The Perfect Spring
Original title: La primavera perfetta
Synopsis
Enrico Brizzi is one of the most iconic Italian authors of Generation X, whose dreams and illusions he has managed to capture with brilliant sharpness in his novels. La primavera perfetta ideally follows those kids of the 90s, now forty, in their transition towards the compromises, disappointments and concerns of adult life.
Luca and Oliver are brothers who love each other but couldn’t be more different. Oliver is a world-renowned cycling champion, famous for his talent, his commitment and strict self-discipline. On the contrary, Luca is a hedonist who has made very few sacrifices in his life: after an apparently successful career as an advertiser, he has settled for being the manager of his younger, talented brother, looking out for Oliver’s life, full of challenges, training and diet, whilst collecting his large commissions.
Luca has always taken the easy way out. When his marriage began to fall apart, he didn’t even try to save it. But, after two years of separation, the things with his wife Emma are worse than ever and Luca is now risking losing his children. The shipwreck of his marriage, the growing dissatisfaction with his job and the fact that Oliver unexpectedly injures himself at the height of his career push Luca to the brink. Everything he tries to do to work things out falls irremediably in a whirl of mistakes and troubles that even make him risk going to prison. He suddenly finds himself on the margins of society in a ruthless and cold Milan, a city “too intelligent and full of itself to admit that men, sometimes, can’t make it alone”. Eventually, he will realise that he has to account for the many wrong choices he has made throughout his life and embrace sacrifice and humility, as cycling teaches, to get his life back on track.
Fresh, smart and compelling, La primavera perfetta is the story of one man’s journey of self-discovery, a witty exploration of maturity, brotherhood, love and life that captures the loneliness and childishness of adult life and the bitterness of mid-life crisis with such precision and verve that you’ll find yourself nodding and smiling, aching with pleasure and pain at once.
An engaging and very easy to read novel, and yet more profound than meets the eyes, with multiple levels of reading and an intense and challenging sibling relationship at its core.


Problem requirements: Answer with a single number stating how many lines of the entries below include the string "this".

○ ○ ○

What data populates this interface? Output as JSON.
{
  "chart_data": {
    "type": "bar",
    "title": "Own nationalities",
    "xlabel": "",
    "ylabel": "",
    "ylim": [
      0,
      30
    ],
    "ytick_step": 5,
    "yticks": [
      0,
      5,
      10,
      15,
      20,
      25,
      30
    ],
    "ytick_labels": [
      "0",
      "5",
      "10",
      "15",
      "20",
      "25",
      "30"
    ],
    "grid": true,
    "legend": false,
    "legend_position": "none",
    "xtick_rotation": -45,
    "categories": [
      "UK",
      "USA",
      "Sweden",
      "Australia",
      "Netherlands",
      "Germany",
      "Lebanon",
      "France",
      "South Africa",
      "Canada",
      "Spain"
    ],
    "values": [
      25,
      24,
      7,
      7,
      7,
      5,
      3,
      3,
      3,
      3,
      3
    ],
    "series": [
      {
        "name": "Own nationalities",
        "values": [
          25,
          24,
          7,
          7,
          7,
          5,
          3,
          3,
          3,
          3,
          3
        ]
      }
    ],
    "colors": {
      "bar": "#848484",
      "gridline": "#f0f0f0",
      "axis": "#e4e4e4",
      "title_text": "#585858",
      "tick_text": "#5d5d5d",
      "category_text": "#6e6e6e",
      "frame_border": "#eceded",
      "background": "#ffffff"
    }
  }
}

○ ○ ○

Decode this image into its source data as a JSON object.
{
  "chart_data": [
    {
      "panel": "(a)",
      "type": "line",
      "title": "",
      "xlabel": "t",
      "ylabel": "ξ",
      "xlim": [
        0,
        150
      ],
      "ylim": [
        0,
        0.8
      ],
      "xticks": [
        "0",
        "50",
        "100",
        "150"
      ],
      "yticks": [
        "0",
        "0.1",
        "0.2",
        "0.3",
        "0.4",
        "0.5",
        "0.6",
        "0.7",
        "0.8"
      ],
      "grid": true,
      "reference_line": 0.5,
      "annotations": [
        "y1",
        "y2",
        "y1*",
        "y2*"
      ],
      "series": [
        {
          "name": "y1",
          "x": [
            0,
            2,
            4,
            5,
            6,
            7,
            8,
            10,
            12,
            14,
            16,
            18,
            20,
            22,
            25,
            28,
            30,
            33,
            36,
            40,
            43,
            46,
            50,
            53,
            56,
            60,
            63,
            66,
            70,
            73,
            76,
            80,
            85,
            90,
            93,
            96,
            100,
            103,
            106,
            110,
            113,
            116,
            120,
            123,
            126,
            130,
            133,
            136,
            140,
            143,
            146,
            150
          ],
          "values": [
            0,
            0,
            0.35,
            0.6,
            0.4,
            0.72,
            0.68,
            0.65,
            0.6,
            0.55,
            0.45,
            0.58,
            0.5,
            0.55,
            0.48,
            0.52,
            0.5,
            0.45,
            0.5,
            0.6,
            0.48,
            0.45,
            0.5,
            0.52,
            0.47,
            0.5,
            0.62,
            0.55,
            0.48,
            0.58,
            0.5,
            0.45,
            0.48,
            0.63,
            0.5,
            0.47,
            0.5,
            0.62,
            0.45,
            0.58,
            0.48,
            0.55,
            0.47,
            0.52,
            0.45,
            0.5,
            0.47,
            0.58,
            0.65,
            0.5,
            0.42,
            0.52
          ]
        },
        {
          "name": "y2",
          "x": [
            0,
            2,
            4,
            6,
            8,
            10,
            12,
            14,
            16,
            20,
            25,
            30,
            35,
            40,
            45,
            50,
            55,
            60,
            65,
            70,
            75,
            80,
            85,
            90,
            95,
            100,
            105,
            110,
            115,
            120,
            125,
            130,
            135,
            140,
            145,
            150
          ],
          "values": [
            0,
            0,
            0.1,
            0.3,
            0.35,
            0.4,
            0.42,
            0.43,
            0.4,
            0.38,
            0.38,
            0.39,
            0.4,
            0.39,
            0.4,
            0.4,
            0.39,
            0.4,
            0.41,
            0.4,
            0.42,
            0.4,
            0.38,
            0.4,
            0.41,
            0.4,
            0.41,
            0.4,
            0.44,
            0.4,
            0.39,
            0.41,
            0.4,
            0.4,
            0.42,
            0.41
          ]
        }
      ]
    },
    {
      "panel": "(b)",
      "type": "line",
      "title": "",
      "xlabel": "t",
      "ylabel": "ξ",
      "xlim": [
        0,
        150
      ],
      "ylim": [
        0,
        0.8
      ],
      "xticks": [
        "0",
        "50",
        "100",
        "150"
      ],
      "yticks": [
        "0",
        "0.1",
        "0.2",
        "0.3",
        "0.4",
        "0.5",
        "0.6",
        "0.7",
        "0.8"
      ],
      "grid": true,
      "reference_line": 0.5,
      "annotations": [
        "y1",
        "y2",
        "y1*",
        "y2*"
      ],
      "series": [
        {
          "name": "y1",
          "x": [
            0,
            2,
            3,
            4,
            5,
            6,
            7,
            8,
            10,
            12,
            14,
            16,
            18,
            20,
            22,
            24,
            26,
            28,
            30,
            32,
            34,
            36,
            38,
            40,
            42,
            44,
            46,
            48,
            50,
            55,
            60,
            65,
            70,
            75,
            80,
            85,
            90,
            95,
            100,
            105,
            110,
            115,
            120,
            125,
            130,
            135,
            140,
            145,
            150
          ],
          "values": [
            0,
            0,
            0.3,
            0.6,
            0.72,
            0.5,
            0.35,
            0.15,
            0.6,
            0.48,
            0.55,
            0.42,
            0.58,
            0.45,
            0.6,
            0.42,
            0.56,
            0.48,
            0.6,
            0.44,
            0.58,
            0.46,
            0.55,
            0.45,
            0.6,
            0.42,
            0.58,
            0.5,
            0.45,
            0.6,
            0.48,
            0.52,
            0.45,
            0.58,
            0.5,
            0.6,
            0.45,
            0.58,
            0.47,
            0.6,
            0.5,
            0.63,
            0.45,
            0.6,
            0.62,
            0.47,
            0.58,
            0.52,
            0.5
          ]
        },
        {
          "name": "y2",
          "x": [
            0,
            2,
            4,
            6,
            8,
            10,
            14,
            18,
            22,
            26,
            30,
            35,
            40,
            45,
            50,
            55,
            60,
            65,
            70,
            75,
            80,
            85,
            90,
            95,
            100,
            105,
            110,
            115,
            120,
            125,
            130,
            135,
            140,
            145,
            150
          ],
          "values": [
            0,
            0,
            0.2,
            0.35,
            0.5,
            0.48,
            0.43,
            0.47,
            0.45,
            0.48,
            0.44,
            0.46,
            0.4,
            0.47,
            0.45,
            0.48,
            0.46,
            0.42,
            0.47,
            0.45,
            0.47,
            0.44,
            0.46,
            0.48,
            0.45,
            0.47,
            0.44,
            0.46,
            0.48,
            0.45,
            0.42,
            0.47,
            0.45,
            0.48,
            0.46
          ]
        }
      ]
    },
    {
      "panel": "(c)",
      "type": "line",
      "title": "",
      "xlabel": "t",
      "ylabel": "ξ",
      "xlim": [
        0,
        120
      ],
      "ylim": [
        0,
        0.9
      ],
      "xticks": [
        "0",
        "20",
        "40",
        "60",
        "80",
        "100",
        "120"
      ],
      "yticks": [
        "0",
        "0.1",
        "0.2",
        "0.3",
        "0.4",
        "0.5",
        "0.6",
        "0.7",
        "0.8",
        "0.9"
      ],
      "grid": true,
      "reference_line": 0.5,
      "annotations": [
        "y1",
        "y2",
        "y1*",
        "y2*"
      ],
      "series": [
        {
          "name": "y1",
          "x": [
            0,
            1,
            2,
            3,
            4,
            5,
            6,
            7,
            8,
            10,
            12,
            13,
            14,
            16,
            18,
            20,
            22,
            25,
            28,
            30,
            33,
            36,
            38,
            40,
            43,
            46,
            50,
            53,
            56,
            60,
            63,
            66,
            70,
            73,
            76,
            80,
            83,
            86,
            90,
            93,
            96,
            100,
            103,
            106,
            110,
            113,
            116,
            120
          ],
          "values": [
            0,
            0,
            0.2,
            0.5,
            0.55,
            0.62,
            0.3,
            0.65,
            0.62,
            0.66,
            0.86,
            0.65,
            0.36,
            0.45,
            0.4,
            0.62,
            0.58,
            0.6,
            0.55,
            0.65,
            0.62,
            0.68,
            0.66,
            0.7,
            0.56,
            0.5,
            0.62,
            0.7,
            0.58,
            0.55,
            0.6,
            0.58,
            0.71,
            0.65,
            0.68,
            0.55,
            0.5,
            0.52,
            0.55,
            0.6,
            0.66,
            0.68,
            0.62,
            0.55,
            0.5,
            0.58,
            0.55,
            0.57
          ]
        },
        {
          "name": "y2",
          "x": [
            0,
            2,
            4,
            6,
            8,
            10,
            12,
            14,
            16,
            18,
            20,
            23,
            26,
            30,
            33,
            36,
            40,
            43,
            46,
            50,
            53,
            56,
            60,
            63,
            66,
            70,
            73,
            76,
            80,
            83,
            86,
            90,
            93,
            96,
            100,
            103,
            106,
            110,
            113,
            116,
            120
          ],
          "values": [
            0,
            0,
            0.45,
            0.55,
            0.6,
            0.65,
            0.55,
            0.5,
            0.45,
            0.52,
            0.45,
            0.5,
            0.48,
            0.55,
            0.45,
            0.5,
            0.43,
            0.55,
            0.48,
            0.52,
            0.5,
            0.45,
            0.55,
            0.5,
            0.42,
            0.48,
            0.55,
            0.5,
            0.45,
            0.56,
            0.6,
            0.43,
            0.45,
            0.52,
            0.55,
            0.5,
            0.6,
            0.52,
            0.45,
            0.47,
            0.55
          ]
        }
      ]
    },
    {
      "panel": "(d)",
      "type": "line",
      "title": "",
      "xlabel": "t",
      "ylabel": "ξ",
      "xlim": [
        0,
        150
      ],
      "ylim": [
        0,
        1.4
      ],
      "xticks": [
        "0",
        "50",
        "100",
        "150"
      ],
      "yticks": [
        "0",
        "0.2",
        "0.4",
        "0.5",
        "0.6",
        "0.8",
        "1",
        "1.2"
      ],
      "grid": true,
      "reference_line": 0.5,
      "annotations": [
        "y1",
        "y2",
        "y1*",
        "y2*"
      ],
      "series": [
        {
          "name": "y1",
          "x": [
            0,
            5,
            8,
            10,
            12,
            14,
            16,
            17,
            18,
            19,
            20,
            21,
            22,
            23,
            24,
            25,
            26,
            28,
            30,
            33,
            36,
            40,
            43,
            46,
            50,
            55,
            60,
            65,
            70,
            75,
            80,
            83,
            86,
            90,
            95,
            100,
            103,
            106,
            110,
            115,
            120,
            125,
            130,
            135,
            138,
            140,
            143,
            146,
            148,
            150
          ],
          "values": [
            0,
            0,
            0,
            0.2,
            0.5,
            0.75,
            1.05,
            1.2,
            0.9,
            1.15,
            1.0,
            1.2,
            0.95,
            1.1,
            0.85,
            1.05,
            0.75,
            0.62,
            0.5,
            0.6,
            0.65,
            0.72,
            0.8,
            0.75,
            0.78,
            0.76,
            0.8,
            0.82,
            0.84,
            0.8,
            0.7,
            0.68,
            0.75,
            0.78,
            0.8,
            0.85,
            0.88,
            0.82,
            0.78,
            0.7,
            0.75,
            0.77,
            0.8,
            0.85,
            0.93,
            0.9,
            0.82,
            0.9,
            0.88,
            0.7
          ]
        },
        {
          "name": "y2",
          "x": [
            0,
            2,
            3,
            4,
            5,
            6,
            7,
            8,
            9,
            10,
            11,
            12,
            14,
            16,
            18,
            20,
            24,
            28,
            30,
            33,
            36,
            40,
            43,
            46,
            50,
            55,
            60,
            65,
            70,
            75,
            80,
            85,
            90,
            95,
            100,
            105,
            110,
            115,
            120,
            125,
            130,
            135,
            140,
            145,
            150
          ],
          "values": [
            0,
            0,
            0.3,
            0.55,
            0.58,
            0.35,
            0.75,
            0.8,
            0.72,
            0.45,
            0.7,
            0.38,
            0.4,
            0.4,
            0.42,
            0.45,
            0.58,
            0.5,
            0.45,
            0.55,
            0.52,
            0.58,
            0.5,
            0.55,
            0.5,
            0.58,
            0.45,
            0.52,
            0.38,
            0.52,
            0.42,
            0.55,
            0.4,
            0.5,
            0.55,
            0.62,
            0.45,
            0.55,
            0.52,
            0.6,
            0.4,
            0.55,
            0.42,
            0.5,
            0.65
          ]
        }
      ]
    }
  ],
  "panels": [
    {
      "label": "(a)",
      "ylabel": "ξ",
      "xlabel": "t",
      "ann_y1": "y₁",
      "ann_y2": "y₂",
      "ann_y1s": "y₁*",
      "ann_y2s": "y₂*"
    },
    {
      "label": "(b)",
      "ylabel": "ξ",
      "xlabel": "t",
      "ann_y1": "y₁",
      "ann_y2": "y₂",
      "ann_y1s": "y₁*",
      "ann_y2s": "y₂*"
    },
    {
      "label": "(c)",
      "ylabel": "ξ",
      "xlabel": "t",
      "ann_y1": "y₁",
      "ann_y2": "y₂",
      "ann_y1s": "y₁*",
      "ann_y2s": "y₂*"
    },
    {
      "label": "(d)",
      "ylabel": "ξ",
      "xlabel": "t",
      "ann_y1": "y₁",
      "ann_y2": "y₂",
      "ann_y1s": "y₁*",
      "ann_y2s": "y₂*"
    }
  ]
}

○ ○ ○

The answer: 2